Tinker Tailor Soldier Spy by John le Carré

‘I asked whether “lateralism” was a word to you.’

‘It most certainly is not.’

‘It’s the “in” doctrine. We used to go up and down. Now we go along.’

‘What’s that supposed to mean?’

‘In your day the Circus ran itself by regions. Africa, satellites, Russia, China, South East Asia, you name it; each region was commanded by its own juju man, Control sat in heaven and held the strings. Remember?’

‘It strikes a distant chord.’

‘Well today everything operational is under one hat. It’s called London Station. Regions are out, lateralism is in. Bill Haydon’s Commander London Station, Roy Bland’s his number two, Toby Esterhase runs between them like a poodle. They’re a service within a service. They share their own secrets and don’t mix with the proles. It makes us more secure.’

‘It sounds a very good idea,’ said Smiley, studiously ignoring the innuendo.

As the memories once more began seething upward into his conscious mind, an extraordinary feeling passed over him: that he was living the day twice, first with Martindale in the club, now again with Guillam in a dream. They passed a plantation of young pine trees. The moonlight lay in strips between them.

Smiley began, ‘Is there any word of-‘ Then he asked, in a more tentative tone, ‘What’s the news of Ellis?’

‘In quarantine,’ said Guillam tersely.

‘Oh I’m sure. Of course. I don’t mean to pry. Merely, can he get around and so on? He did recover; he can walk? Backs can be terribly tricky, I understand.’

‘The word says he manages pretty well. How’s Ann, I didn’t ask.’

‘Fine. Just fine.’

It was pitch dark inside the car. They had turned off the road and were passing over gravel. Black walls of foliage rose to either side, lights appeared, then a high porch, and the steepled outline of a rambling house lifted above the tree-tops. The rain had stopped, but as Smiley stepped into the fresh air he heard all round him the restless ticking of wet leaves.

Yes, he thought, it was raining when I came here before; when the name Jim Ellis was headline news.

They had washed and in the lofty cloakroom inspected Lacon’s climbing kit mawkishly dumped on the Sheraton chest of drawers. Now they sat in a half circle facing one empty chair. It was the ugliest house for miles around and Lacon had picked it up for a song. ‘A Berkshire Camelot,’ he had once called it, explaining it away to Smiley, ‘built by a teetotal millionaire.’ The drawing room was a great hall with stained-glass windows twenty feet high and a pine gallery over the entrance. Smiley counted off the familiar things: an upright piano littered with musical scores, old portraits of clerics in gowns, a wad of printed invitations. He looked for the Cambridge University oar and found it slung over the fireplace. The same fire was burning, too mean for the enormous grate. An air of need prevailing over wealth.

‘Are you enjoying retirement, George?’ Lacon asked, as if blurting into the ear trumpet of a deaf aunt. ‘You don’t miss the warmth of human contact? I rather would, I think. One’s work, one’s old buddies.’

He was a string bean of a man, graceless and boyish: church and spy establishment, said Haydon, the Circus wit. His father was a dignitary of the Scottish church and his mother something noble. Occasionally the smarter Sundays wrote about him, calling him ‘new-style’ because he was young. The skin of his face was clawed from hasty shaving.

‘Oh I think I manage very well really, thank you,’ said Smiley politely. And to draw it out: ‘Yes. Yes, I’m sure I do. And you? All goes well with you?’

‘No big changes, no. All very smooth. Charlotte got her scholarship to Roedean, which was nice.’

‘Oh good.’

‘And your wife, she’s in the pink and so on?’

His expressions were also boyish.

‘Very bonny, thank you,’ said Smiley, trying gallantly to respond in kind.

They were watching the double doors. From far off they heard the jangle of footsteps on a ceramic floor. Smiley guessed two people, both men. The doors opened and a tall figure appeared half in silhouette. For the fraction of a moment Smiley glimpsed a second man behind him, dark, small and attentive; but only the one man stepped into the room before the doors were closed by unseen hands.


▸ What you should do
The listing that follows should be duplicated character for character.

▸ Material shown
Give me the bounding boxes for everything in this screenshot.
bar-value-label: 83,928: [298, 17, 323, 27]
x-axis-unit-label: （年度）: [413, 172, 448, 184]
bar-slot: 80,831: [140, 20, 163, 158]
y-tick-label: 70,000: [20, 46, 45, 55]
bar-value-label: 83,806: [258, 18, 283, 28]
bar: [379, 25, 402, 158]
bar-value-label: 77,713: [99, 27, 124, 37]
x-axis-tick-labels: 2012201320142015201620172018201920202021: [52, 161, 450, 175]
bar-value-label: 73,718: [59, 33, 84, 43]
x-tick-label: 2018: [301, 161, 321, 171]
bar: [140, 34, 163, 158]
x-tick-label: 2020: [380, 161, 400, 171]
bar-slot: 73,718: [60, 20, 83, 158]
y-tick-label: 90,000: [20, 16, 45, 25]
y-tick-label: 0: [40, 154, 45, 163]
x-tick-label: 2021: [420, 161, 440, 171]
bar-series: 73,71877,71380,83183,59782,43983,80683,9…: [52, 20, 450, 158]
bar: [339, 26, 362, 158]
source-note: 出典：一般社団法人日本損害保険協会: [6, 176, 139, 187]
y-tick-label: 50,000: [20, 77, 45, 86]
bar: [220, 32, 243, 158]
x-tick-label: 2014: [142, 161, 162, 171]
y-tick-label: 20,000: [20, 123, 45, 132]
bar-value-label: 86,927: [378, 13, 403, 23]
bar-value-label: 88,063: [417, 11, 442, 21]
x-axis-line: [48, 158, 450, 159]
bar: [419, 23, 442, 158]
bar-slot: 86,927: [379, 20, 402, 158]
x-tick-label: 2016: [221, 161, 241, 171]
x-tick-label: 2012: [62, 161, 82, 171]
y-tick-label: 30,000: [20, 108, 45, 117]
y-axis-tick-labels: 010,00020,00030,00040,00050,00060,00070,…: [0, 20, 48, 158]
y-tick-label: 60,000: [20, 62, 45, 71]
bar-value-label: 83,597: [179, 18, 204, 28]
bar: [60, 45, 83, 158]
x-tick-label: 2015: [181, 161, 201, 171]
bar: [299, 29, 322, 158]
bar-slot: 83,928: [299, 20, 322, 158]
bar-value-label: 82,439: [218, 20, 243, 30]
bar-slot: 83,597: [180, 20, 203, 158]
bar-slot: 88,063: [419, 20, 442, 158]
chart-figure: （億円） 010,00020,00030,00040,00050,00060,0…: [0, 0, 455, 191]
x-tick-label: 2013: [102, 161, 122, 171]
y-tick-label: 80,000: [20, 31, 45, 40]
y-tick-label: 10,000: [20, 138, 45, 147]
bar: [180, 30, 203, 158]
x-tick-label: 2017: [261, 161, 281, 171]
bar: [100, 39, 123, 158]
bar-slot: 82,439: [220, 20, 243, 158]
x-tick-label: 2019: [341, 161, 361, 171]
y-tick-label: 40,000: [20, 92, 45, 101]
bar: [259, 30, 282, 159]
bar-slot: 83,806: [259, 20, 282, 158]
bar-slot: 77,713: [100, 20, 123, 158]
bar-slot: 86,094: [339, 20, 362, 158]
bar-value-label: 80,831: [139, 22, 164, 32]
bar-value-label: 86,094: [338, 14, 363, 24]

▸ Response below
Give me the bounding boxes for everything in this screenshot.
bar-value-label: 83,928: [298, 17, 323, 27]
x-axis-unit-label: （年度）: [413, 172, 448, 184]
bar-slot: 80,831: [140, 20, 163, 158]
y-tick-label: 70,000: [20, 46, 45, 55]
bar-value-label: 83,806: [258, 18, 283, 28]
bar: [379, 25, 402, 158]
bar-value-label: 77,713: [99, 27, 124, 37]
x-axis-tick-labels: 2012201320142015201620172018201920202021: [52, 161, 450, 175]
bar-value-label: 73,718: [59, 33, 84, 43]
x-tick-label: 2018: [301, 161, 321, 171]
bar: [140, 34, 163, 158]
x-tick-label: 2020: [380, 161, 400, 171]
bar-slot: 73,718: [60, 20, 83, 158]
y-tick-label: 90,000: [20, 16, 45, 25]
y-tick-label: 0: [40, 154, 45, 163]
x-tick-label: 2021: [420, 161, 440, 171]
bar-series: 73,71877,71380,83183,59782,43983,80683,9…: [52, 20, 450, 158]
bar: [339, 26, 362, 158]
source-note: 出典：一般社団法人日本損害保険協会: [6, 176, 139, 187]
y-tick-label: 50,000: [20, 77, 45, 86]
bar: [220, 32, 243, 158]
x-tick-label: 2014: [142, 161, 162, 171]
y-tick-label: 20,000: [20, 123, 45, 132]
bar-value-label: 86,927: [378, 13, 403, 23]
bar-value-label: 88,063: [417, 11, 442, 21]
x-axis-line: [48, 158, 450, 159]
bar: [419, 23, 442, 158]
bar-slot: 86,927: [379, 20, 402, 158]
x-tick-label: 2016: [221, 161, 241, 171]
x-tick-label: 2012: [62, 161, 82, 171]
y-tick-label: 30,000: [20, 108, 45, 117]
y-axis-tick-labels: 010,00020,00030,00040,00050,00060,00070,…: [0, 20, 48, 158]
y-tick-label: 60,000: [20, 62, 45, 71]
bar-value-label: 83,597: [179, 18, 204, 28]
bar: [60, 45, 83, 158]
x-tick-label: 2015: [181, 161, 201, 171]
bar: [299, 29, 322, 158]
bar-slot: 83,928: [299, 20, 322, 158]
bar-value-label: 82,439: [218, 20, 243, 30]
bar-slot: 83,597: [180, 20, 203, 158]
bar-slot: 88,063: [419, 20, 442, 158]
chart-figure: （億円） 010,00020,00030,00040,00050,00060,0…: [0, 0, 455, 191]
x-tick-label: 2013: [102, 161, 122, 171]
y-tick-label: 80,000: [20, 31, 45, 40]
y-tick-label: 10,000: [20, 138, 45, 147]
bar: [180, 30, 203, 158]
x-tick-label: 2017: [261, 161, 281, 171]
bar: [100, 39, 123, 158]
bar-slot: 82,439: [220, 20, 243, 158]
x-tick-label: 2019: [341, 161, 361, 171]
y-tick-label: 40,000: [20, 92, 45, 101]
bar: [259, 30, 282, 159]
bar-slot: 83,806: [259, 20, 282, 158]
bar-slot: 77,713: [100, 20, 123, 158]
bar-slot: 86,094: [339, 20, 362, 158]
bar-value-label: 80,831: [139, 22, 164, 32]
bar-value-label: 86,094: [338, 14, 363, 24]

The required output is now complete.